Dispatches reach us from the metropole. The Observer’s Paul Hayward posts on X: “God, this is sad. What have they done to Welsh rugby, which is part of the country’s identity?”

Closer to home, the Daily Mail’s Alex Bywater laments: “In 13 years covering Welsh rugby, today was the darkest day I’ve experienced. 73-0. I repeat. 73-0”.

Let the Light In

November rain spills into December, and a raging fire destroys my local club, Penarth RFC, leaving a town devastated. 

The reaction from local people and support from the wider rugby community offers hope. 

There’s support from the WRU, and let’s congratulate them, thank them, and get that on the record.
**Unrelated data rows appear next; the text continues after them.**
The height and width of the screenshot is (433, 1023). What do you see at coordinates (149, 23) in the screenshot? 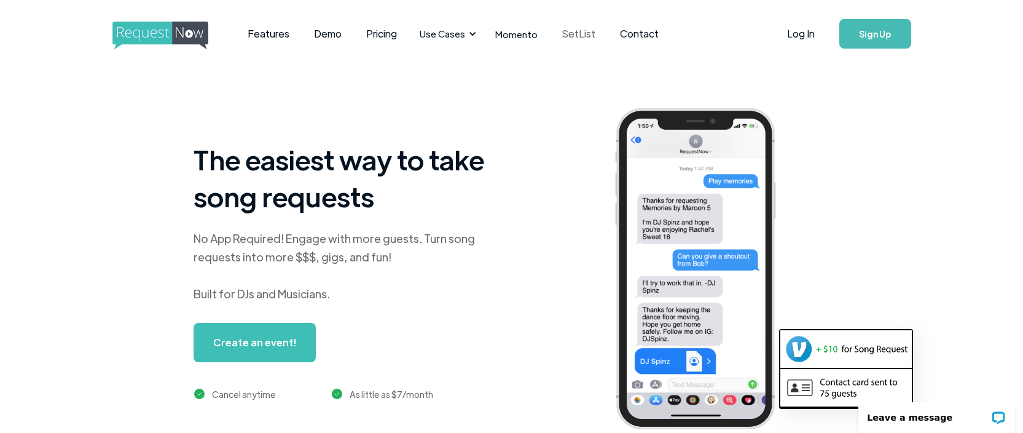
I see `button: Open LiveChat chat widget` at bounding box center [149, 23].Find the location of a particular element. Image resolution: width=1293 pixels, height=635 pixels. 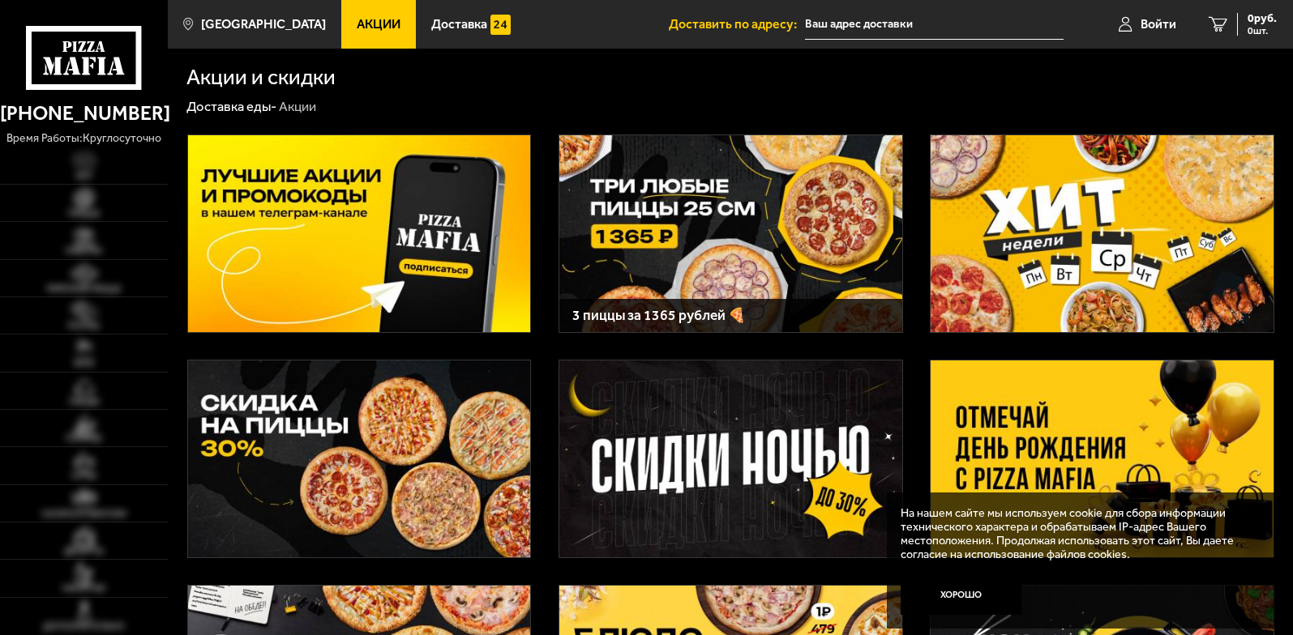

span: 0 шт. is located at coordinates (1262, 31).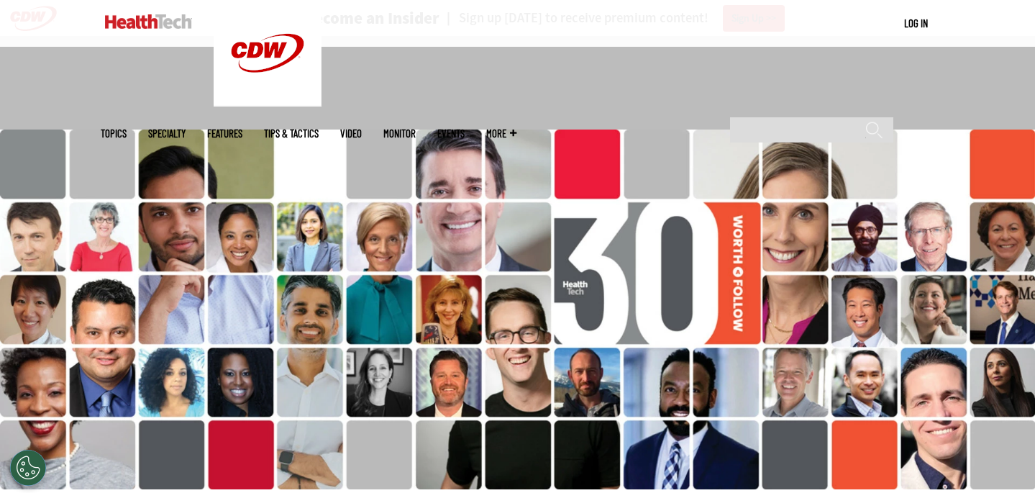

At last, some light.

READ MORE: It’s Them Again . . . Wales Get England in Best Draw Possible at Rugby World Cup

On Wednesday night, a crowd of 7,000 were at the Arms Park to witness a pulsating BUCS Super Rugby match between Cardiff University and Cardiff Met University. 

A vibe check in the stadium reminds us nothing beats the buzz of live, running rugby under the lights.

So, it’s toodle-pip to the autumn…

As news reaches us from Spotify Wrapped that this correspondent is a 0.2% global fan of Lana Del Rey.

Time to start dreaming of the West Coast, and getting High by the Beach.

And beating England at RWC 2027.

Just don’t let the winter in first.

Andrew Weeks is a lecturer in the school of journalism, media and culture at Cardiff  University. You can read his regular columns here.